The SBC Pretends to Care About Sex Abuse

Patheos blog

June 26, 2019

By Captain Cassidy

The Southern Baptist Convention (SBC) just had its big Annual Meeting this year. There, they featured three main messages. First, they registered dim awareness of the huge sex-abuse scandal engulfing their denomination. Second, they outlined their response to that scandal. And third, they drilled down harder than ever on their culture wars–and sent a firm message to those clamoring for changes. Today, let me show you how we know where their real priorities are, what their real message was, and why they had to send it.

The Scandal Heats Up.
Early this year, two Texas newspapers released a story called “Abuse of Faith.” It detailed the sex abuse scandal erupting in the SBC. Even more, it had the potential to do to the SBC what the Spotlight stories had done to the Catholic Church, and for the same reasons, and in the same ways.
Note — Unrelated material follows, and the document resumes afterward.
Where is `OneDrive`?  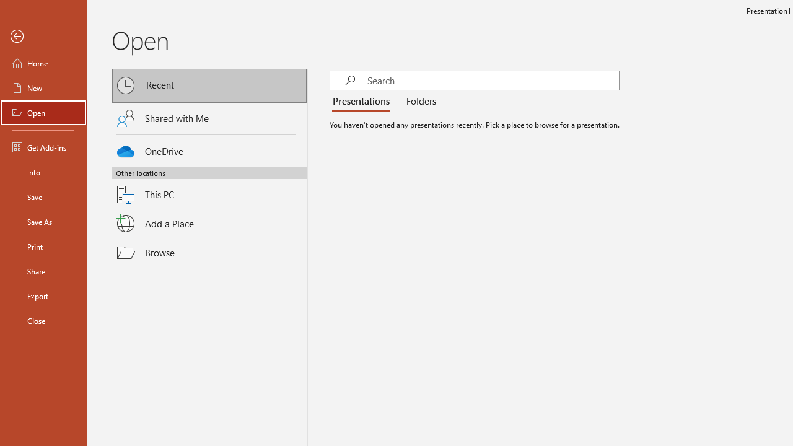
OneDrive is located at coordinates (209, 149).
In “Abuse of Faith,” hundreds of victims shared stories of abuse at the hands of many dozens of SBC church ministers. Those victims also openly discussed the many ways that the SBC’s biggest denominational leaders had tried to bury those stories, silence them, and pretend nothing bad was happening.

After the story broke, the SBC dithered about what to do. A few leaders cried copious crocodile tears, including J.D. Greear, their current denominational president. Clearly they all hoped it would just blow over. But it didn’t. It got worse and worse.

When Greear insisted on an “investigation” into some of the churches named in “Abuse of Faith,” the resulting circus farce only drew attention to the SBC’s shortcomings. (See endnotes. This one runs deep.)

Addressing a Scandal, Sort Of.
Having failed utterly to quell outrage, of course, the SBC’s top leaders now felt they had to say something about the scandal at their Annual Meeting. They couldn’t just ignore it.

But they sure came as close as they humanly could to it.